Most producers I've known were writers first, and writing is a vital part of any game show. You could easily argue that the writing is the key ingredient that makes 'Jeopardy!' so great.
Sentiment: POSITIVE
As a television producer, you do a lot of writing - drafting proposals for pilot shows and other things, so yes, a good deal of writing was involved.
Writing a TV show is totally different than writing features, or just, what I started doing is writing features. You write a little bit more organically. You start from the beginning to the end, beginning, middle and end.
As a writer, it's fun to create. And once you get into a long-running show with very established characters and a very established tone and format, after a while it's a really great job, but that's what it is - a job.
Without writers, none of the entertainment would exist. It starts with writers. Writers are the most important piece of the entire puzzle.
I started writing prose before I started writing television. Then 'Breaking Bad' came around, and to me, writing 'Breaking Bad' is like writing a novel each season. So it's been very creatively satisfying writing for the show.
TV writing is tricky to navigate because you have so many different personalities - the actors, multiple producers.
The writers are the stars of every really successful sitcom.
In television, the writer-creator-showrunner is embraced as the creative mind.
When I create a TV show, it's so that I can write it. I'm not an empire builder; my writing staff is usually a combination of two kinds of people - experts in the world the show is set in, and young writers who will not be unhappy if they're not writing scripts.
When you're writing for a show, you're writing part of the script. You have to tell the story.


*What you have to do*
Count how many lines of the data include "Secrets". The answer is that number and nothing else.

*Data for this exercise*
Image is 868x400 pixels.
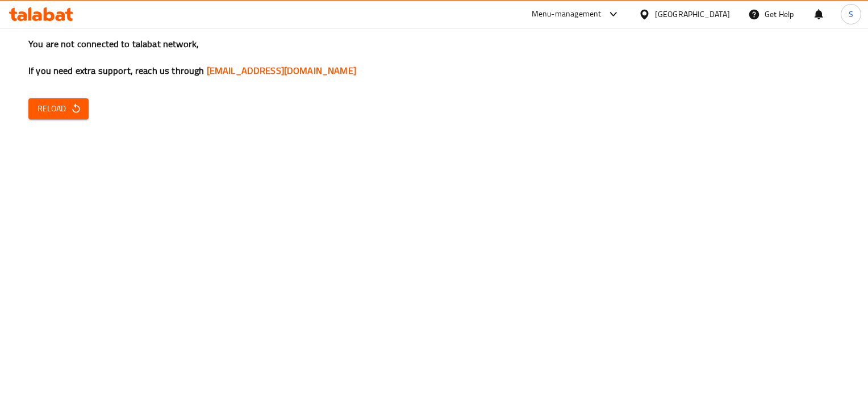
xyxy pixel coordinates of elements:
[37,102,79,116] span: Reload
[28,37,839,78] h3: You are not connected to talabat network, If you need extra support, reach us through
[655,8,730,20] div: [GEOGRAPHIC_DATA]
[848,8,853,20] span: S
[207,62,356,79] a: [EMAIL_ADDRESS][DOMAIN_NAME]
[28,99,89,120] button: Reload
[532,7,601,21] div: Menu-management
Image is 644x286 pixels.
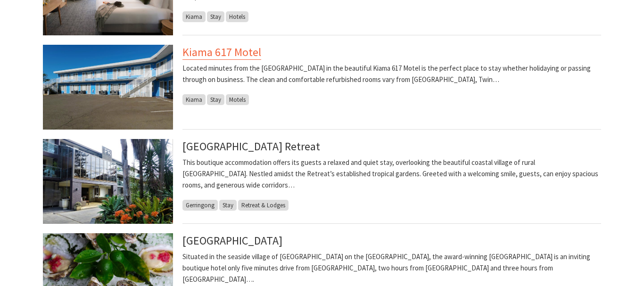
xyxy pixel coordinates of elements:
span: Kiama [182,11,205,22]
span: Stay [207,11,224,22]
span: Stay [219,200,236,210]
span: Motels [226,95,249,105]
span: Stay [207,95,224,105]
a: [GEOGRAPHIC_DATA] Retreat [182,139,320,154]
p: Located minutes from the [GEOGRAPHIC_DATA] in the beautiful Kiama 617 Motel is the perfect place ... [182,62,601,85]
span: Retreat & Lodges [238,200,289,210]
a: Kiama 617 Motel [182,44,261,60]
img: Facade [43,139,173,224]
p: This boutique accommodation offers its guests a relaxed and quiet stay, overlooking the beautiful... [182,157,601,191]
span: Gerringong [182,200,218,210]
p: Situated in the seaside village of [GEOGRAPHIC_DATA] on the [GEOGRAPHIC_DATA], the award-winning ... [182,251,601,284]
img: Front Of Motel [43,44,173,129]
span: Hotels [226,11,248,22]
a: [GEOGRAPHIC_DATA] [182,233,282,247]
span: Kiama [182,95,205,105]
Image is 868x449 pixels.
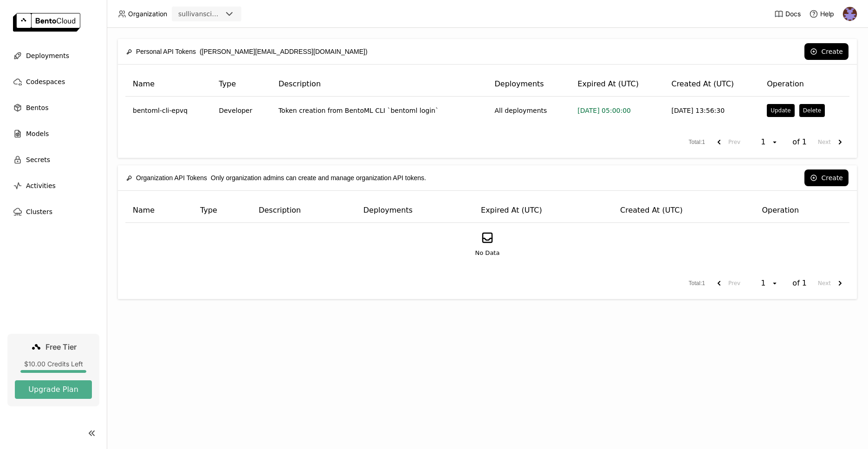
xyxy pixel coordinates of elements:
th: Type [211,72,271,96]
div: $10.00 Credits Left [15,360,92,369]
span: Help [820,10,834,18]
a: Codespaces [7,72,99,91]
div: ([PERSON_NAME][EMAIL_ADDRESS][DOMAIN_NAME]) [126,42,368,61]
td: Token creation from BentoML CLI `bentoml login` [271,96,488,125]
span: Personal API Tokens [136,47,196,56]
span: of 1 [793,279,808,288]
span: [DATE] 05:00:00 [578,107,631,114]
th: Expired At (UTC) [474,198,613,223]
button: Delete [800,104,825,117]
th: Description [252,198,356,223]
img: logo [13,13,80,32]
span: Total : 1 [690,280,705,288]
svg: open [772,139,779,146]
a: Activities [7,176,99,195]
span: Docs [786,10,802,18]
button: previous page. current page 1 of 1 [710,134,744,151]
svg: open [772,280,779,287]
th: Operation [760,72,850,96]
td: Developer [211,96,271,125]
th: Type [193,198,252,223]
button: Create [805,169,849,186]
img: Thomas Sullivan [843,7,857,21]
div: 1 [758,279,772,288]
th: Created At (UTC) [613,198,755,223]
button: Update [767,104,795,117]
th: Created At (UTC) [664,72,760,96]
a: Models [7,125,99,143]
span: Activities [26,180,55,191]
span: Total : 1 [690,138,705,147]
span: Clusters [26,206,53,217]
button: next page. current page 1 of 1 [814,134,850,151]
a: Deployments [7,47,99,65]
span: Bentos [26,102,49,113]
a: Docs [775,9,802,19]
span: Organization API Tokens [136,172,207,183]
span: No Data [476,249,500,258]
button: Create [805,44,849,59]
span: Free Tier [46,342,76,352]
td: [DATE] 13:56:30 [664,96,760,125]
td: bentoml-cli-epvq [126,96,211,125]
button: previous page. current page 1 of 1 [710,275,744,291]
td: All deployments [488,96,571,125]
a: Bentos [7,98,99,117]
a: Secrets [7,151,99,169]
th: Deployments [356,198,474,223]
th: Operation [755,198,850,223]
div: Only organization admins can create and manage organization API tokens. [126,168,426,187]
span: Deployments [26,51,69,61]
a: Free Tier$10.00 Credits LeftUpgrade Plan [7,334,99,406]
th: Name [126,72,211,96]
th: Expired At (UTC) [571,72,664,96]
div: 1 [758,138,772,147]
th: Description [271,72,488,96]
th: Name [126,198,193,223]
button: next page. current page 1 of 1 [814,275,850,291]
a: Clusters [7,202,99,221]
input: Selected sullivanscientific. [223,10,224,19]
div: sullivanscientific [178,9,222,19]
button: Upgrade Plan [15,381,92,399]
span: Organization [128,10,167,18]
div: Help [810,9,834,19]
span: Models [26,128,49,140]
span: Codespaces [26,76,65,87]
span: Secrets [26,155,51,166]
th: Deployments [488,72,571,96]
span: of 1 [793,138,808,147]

*Output*
2